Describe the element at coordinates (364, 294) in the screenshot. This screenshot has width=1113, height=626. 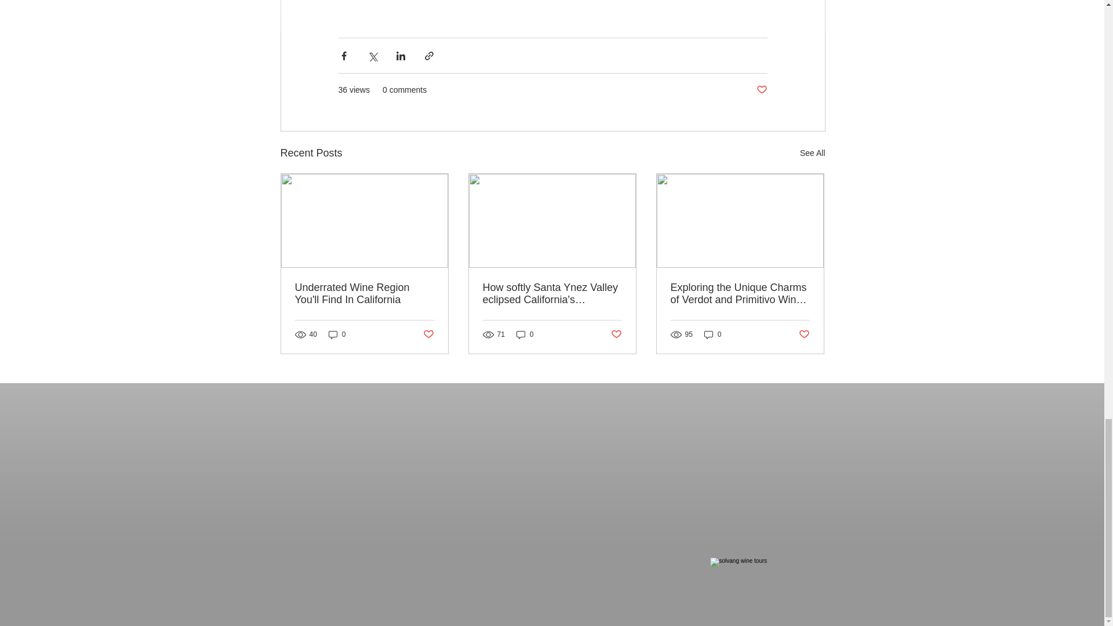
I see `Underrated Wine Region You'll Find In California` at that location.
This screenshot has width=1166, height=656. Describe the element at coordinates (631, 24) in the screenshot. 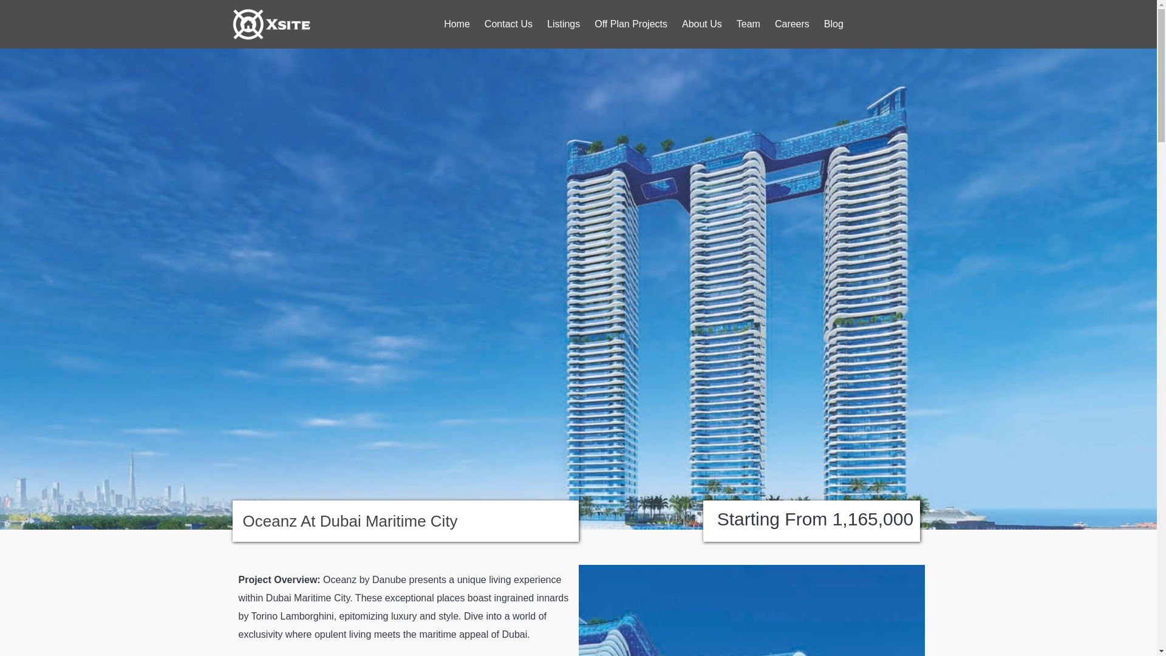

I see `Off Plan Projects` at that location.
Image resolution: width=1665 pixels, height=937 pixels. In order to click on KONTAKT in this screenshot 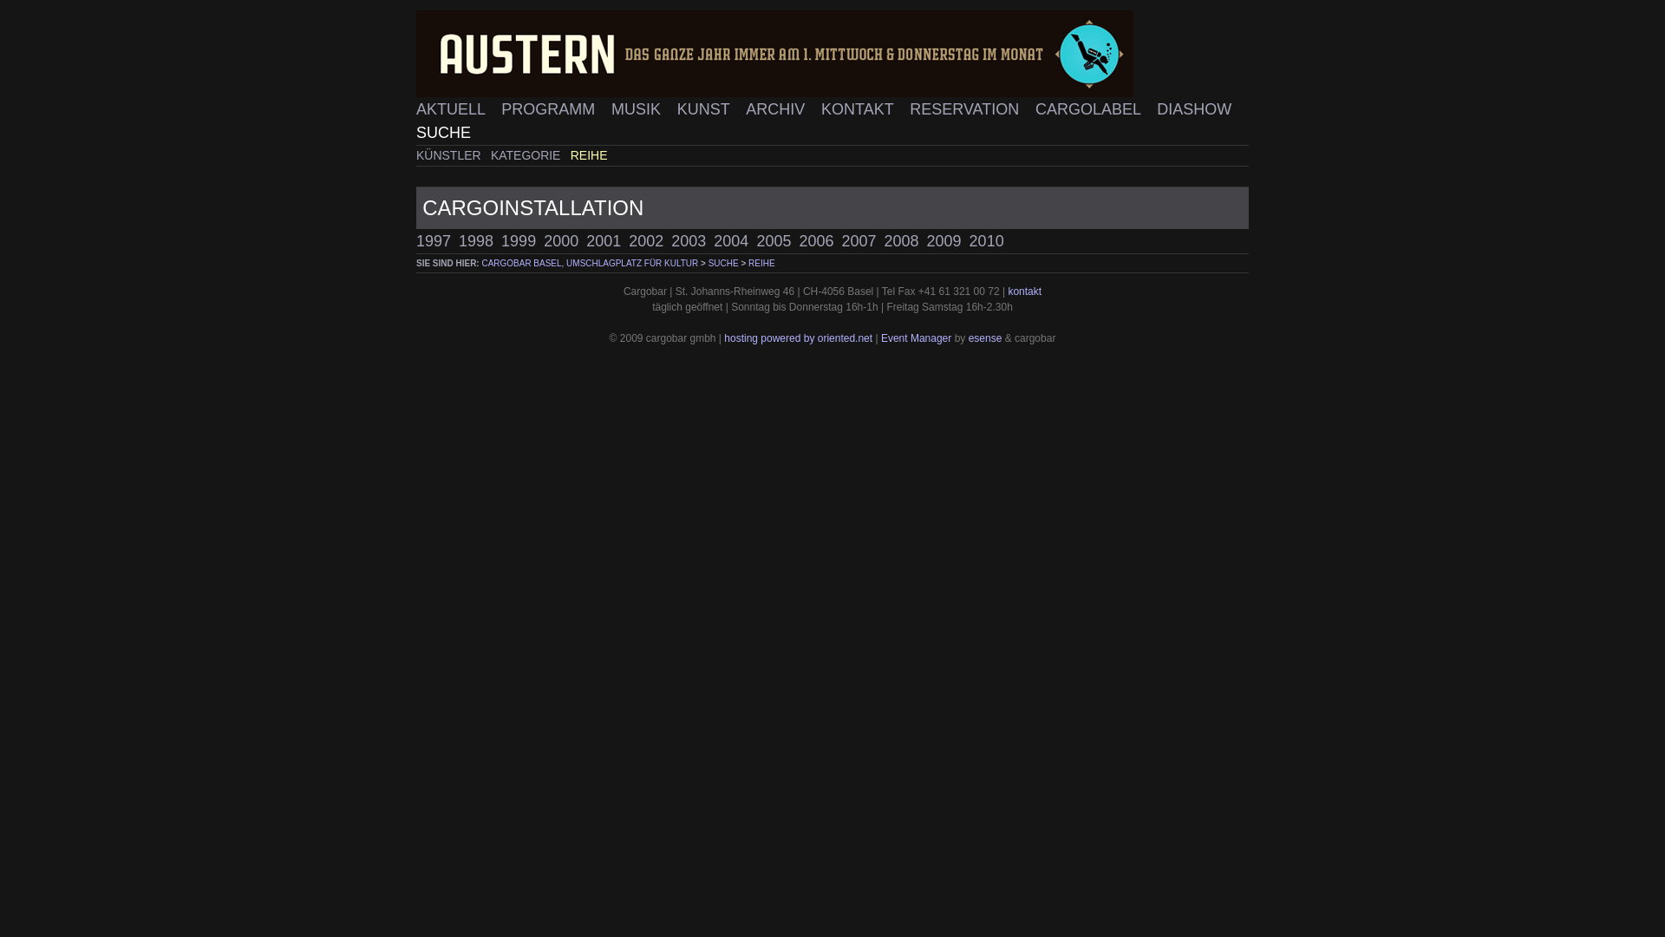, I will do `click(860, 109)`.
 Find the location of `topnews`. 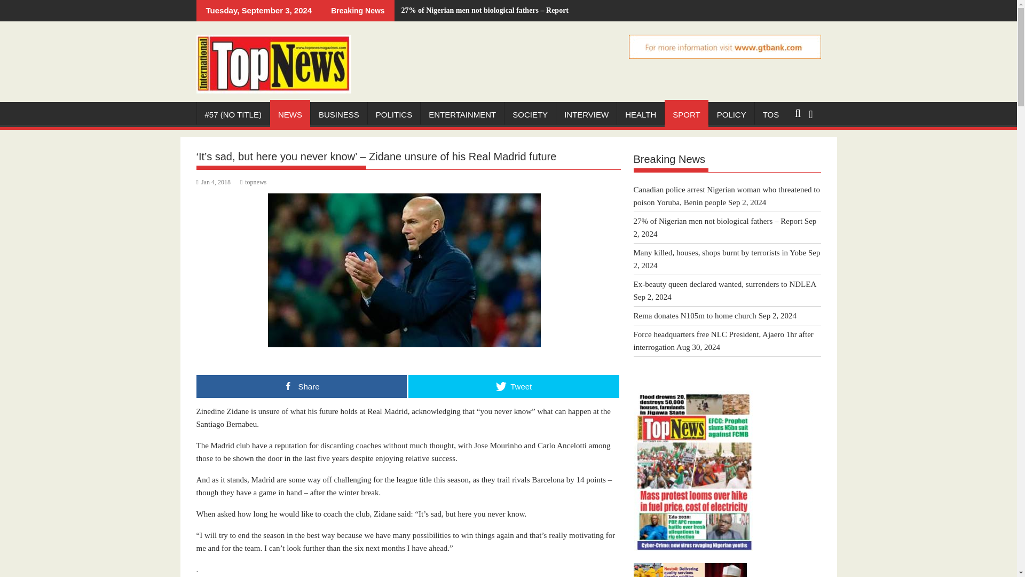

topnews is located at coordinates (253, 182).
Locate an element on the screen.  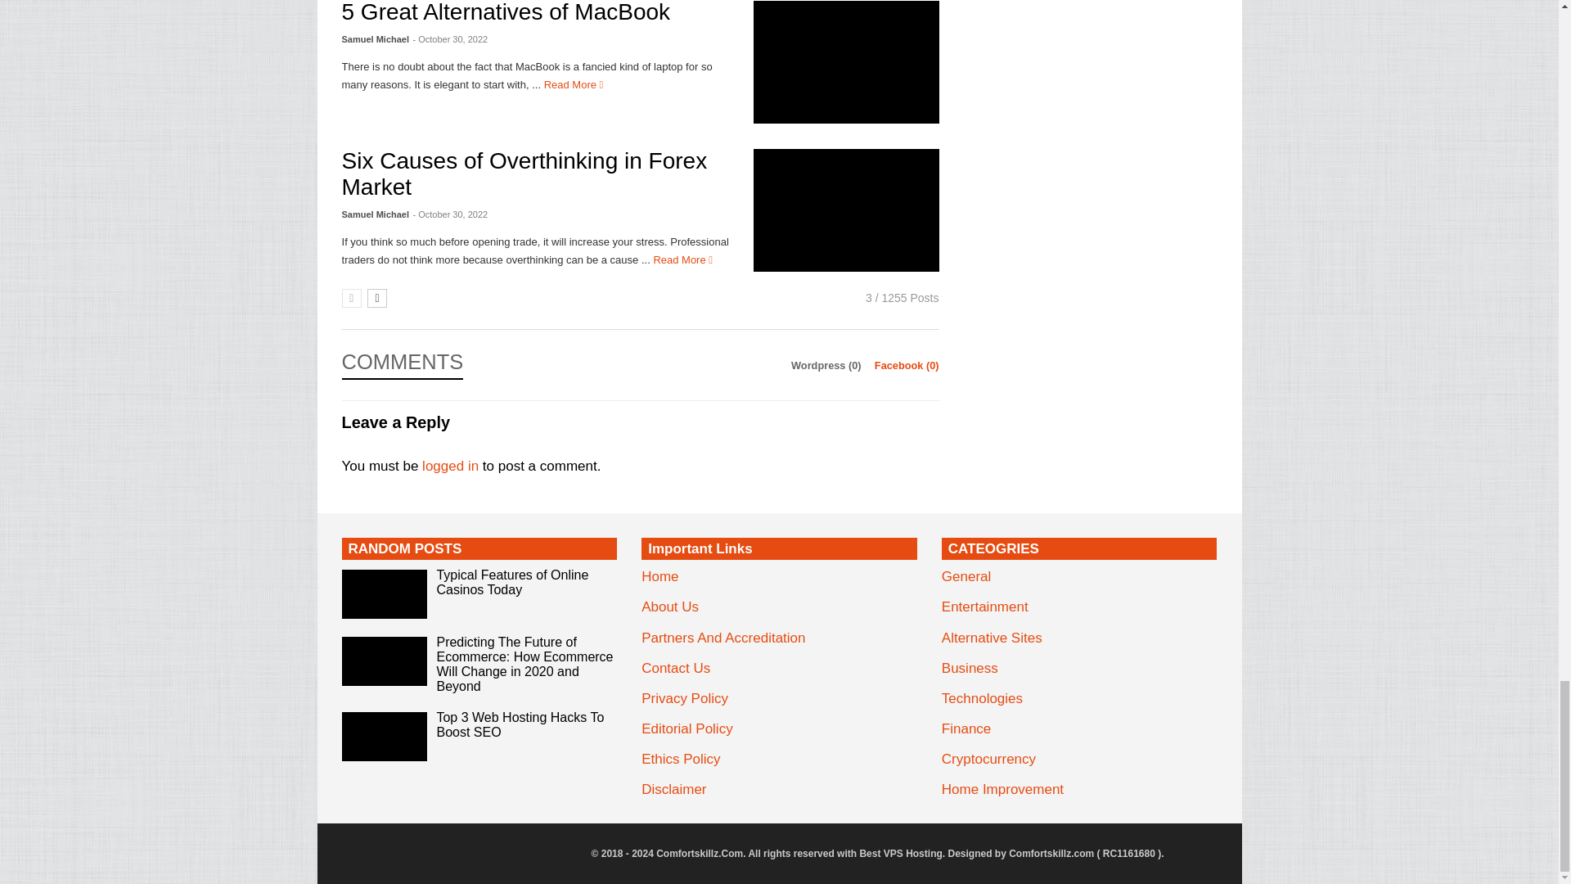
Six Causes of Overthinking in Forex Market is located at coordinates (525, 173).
________
ABOUT THIS TASK:
Set down exactly, and only, the lines from the one holding "Find the location" to the end of the records above, leaving every picture out.

WRITTEN SOLUTION:
 Find the location of `topnews`. 

topnews is located at coordinates (253, 182).
Locate an element on the screen.  
Six Causes of Overthinking in Forex Market is located at coordinates (525, 173).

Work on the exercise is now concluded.